▶ Instructions for the task
Start to finish, retype the entries exactly while omitting the pictures.

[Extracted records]
-*-
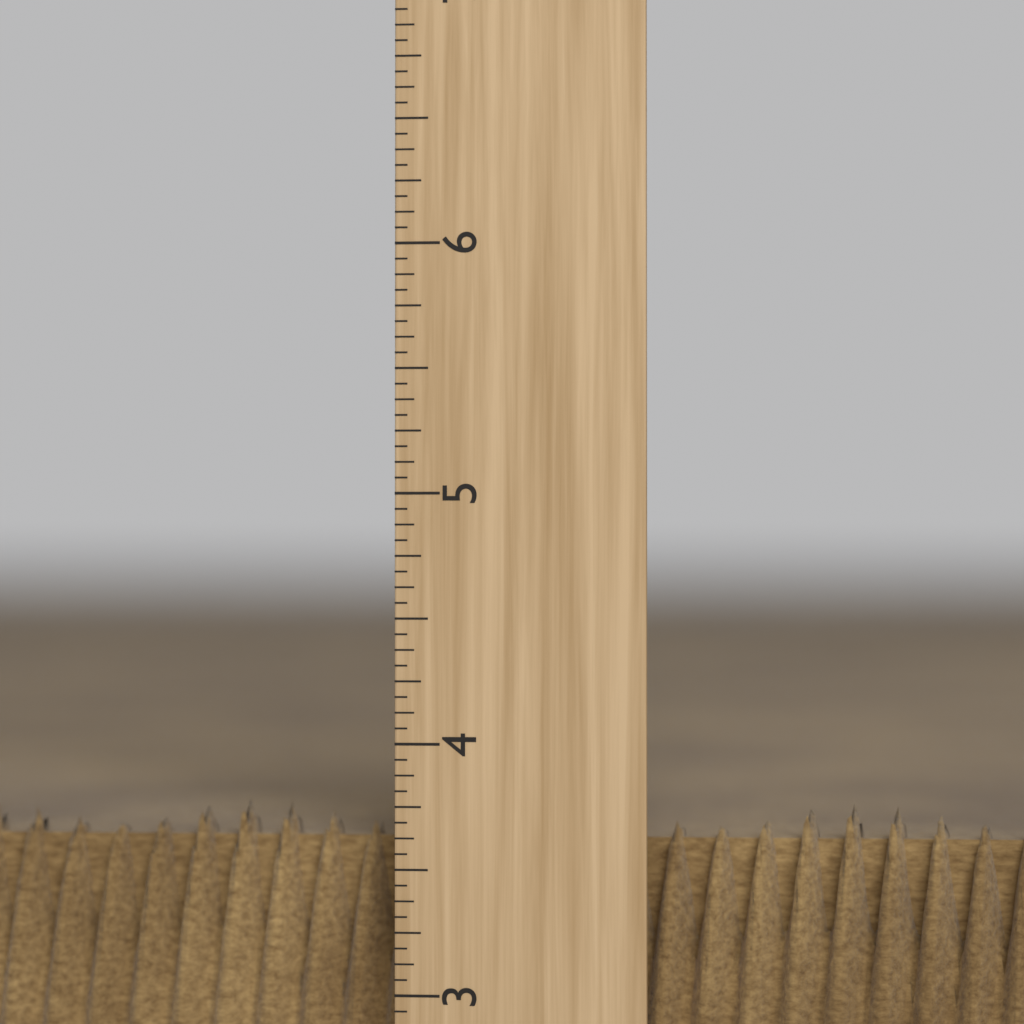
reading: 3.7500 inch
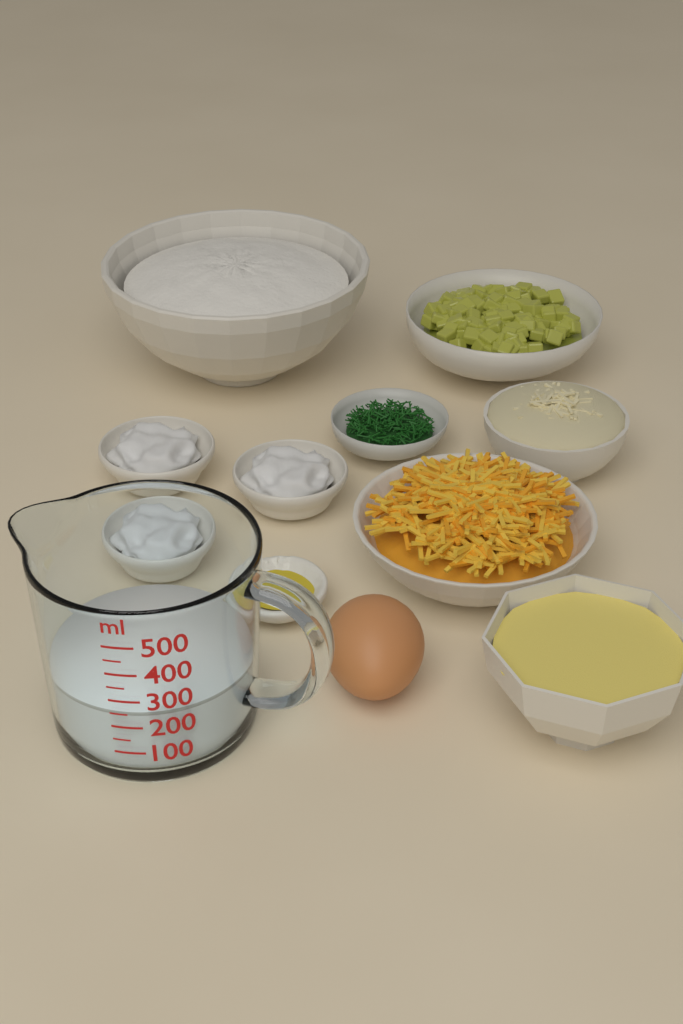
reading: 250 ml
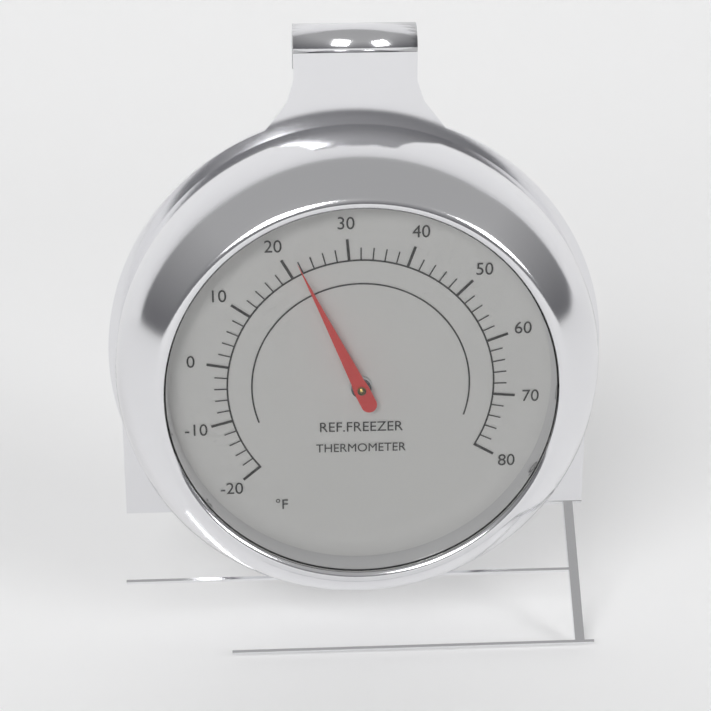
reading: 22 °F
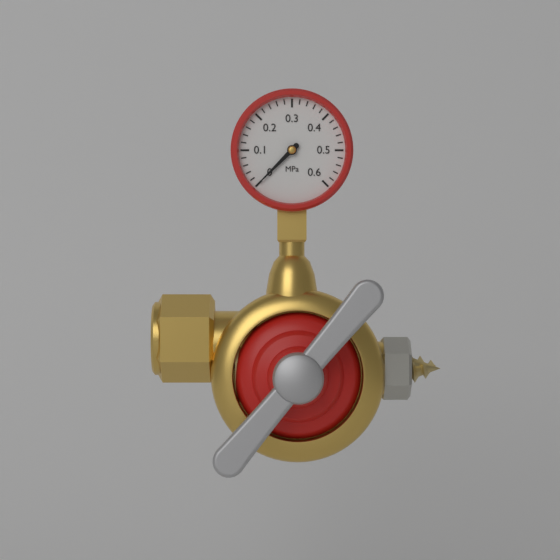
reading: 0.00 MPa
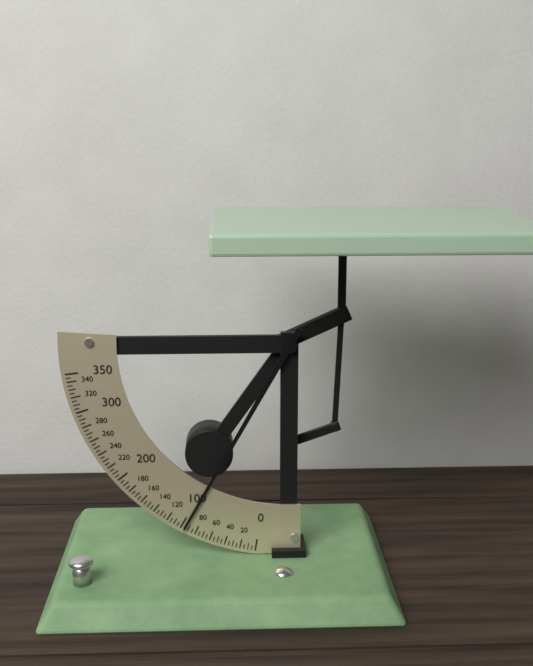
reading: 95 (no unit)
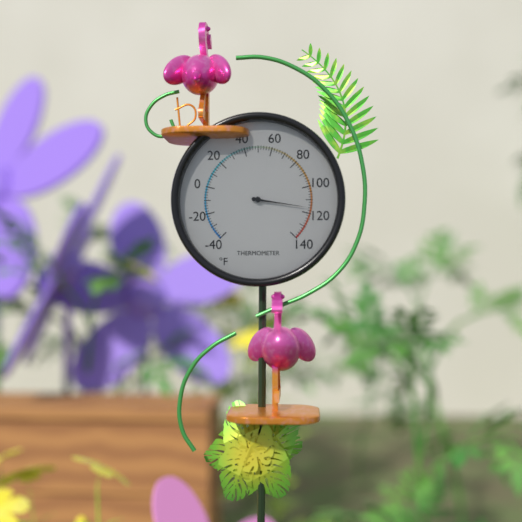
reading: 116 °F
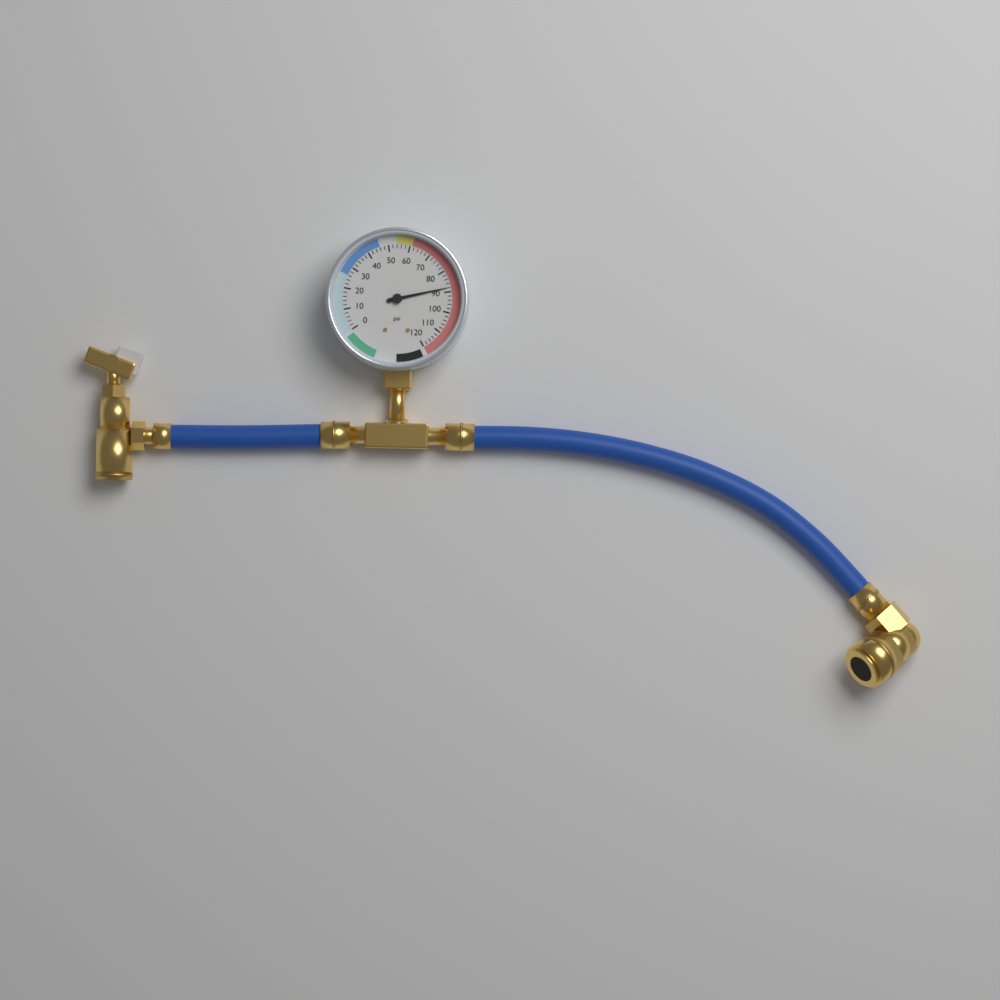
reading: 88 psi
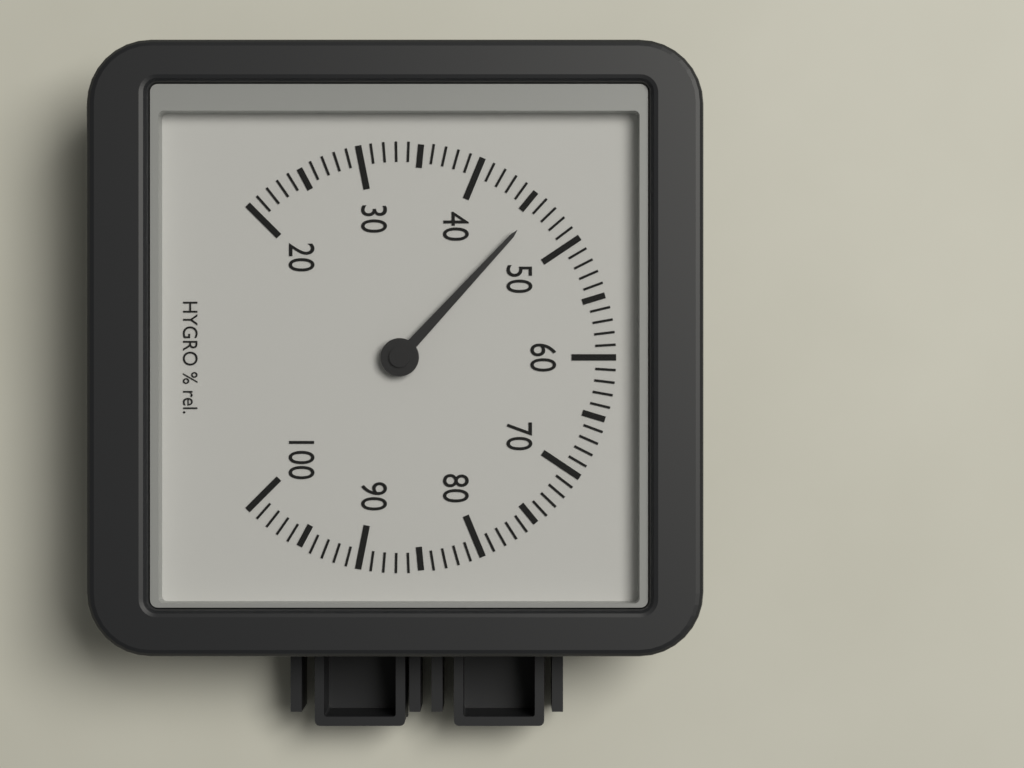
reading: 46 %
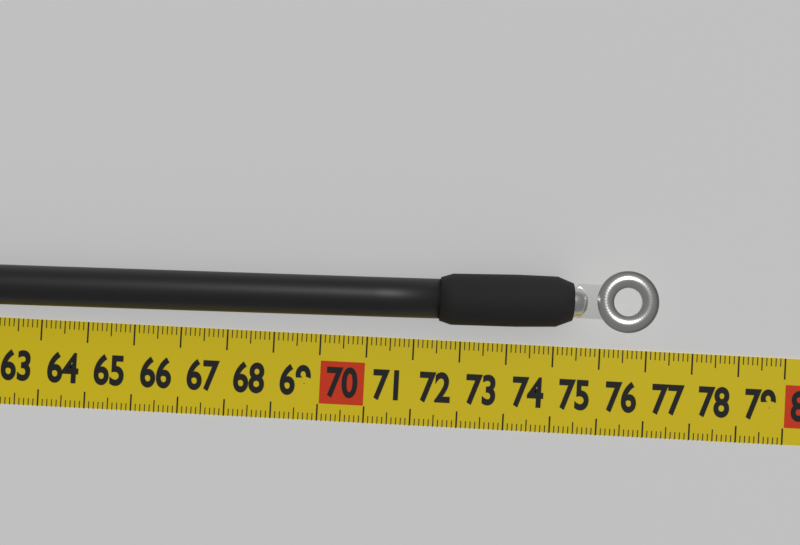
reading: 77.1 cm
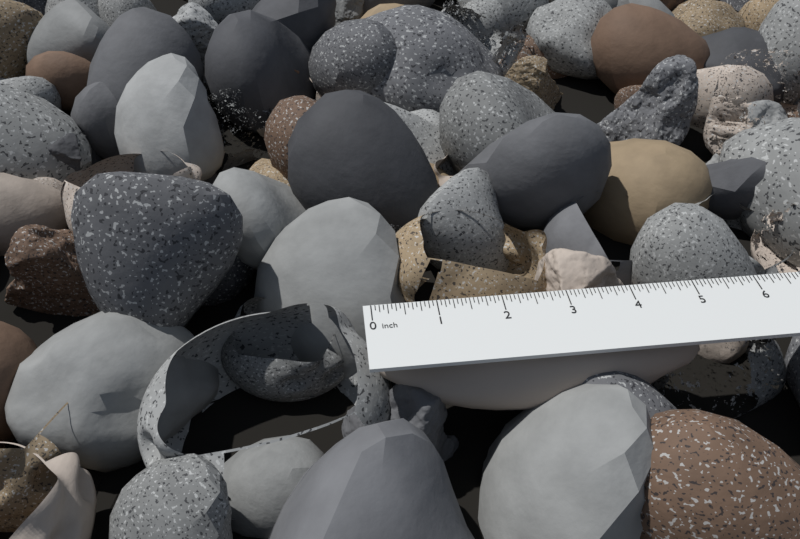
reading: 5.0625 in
-*-
▶ Answer for the task
reading: 3.7500 inch
reading: 250 ml
reading: 22 °F
reading: 0.00 MPa
reading: 95 (no unit)
reading: 116 °F
reading: 88 psi
reading: 46 %
reading: 77.1 cm
reading: 5.0625 in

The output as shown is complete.